Indian reactor breaks operating record

Thursday, 25 October 2018
Unit 1 of India's Kaiga nuclear power plant has completed its 895th day of continuous operation, a new world record for continuous operation of a pressurised heavy water reactor and the second-longest for a nuclear power reactor of any type.
Indian reactor breaks operating record
Kaiga nuclear power plant (Image: NPCIL)

The 220 MWe Indian-designed and domestically fuelled reactor has now operated without a break since 13 May 2016, Nuclear Power Corporation of India Ltd (NPCIL) announced today.

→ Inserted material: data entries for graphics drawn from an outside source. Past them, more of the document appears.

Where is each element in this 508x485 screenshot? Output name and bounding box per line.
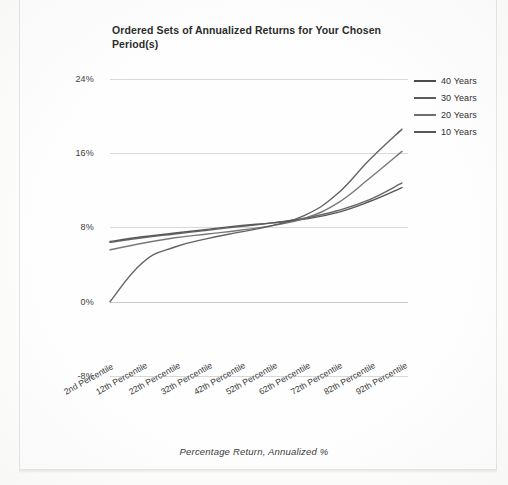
legend-item[interactable]: 20 Years [414,106,504,123]
legend-item[interactable]: 40 Years [414,72,504,89]
legend-item-label: 40 Years [441,76,477,86]
series-lines [110,70,408,385]
legend-item-label: 20 Years [441,110,477,120]
y-axis-tick-label: 24% [50,74,94,84]
legend-swatch-icon [414,97,436,99]
y-axis-tick-label: 16% [50,148,94,158]
legend-swatch-icon [414,131,436,133]
y-axis-tick-label: 0% [50,297,94,307]
series-line [110,188,402,242]
legend-item-label: 30 Years [441,93,477,103]
y-axis-tick-label: 8% [50,222,94,232]
x-axis-title: Percentage Return, Annualized % [0,446,508,457]
series-line [110,183,402,242]
legend-item-label: 10 Years [441,127,477,137]
plot-area [110,70,408,385]
legend-swatch-icon [414,114,436,116]
page-shadow [19,470,497,473]
legend-item[interactable]: 30 Years [414,89,504,106]
y-axis-tick-label: -8% [50,371,94,381]
series-line [110,129,402,302]
chart-title: Ordered Sets of Annualized Returns for Y… [112,23,402,51]
legend-item[interactable]: 10 Years [414,123,504,140]
document-page: Ordered Sets of Annualized Returns for Y… [0,0,508,485]
chart-legend: 40 Years 30 Years 20 Years 10 Years [414,72,504,140]
legend-swatch-icon [414,80,436,82]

The previous operating record for a PHWR of 894 days was set in October 1994 by the Pickering 7 reactor in Canada. The current world record for continuous operation for a commercial nuclear power reactor of any type is held by unit 2 of the UK's Heysham II plant, an advanced gas-cooled reactor (AGR) which had completed an unbroken 940 days in service when it was taken offline for a scheduled maintenance outage in September 2016.

PHWRs and AGRs are designed to be refuelled without being shut down first, and Indian reactors have achieved operating runs of over a year 28 times, NPCIL said. Kaiga 1 is one of three Indian reactors to have operated continuously for more than two years, alongside Rajasthan unit 3, with 777 days of continuous operation, and Rajasthan 5, with 765 days.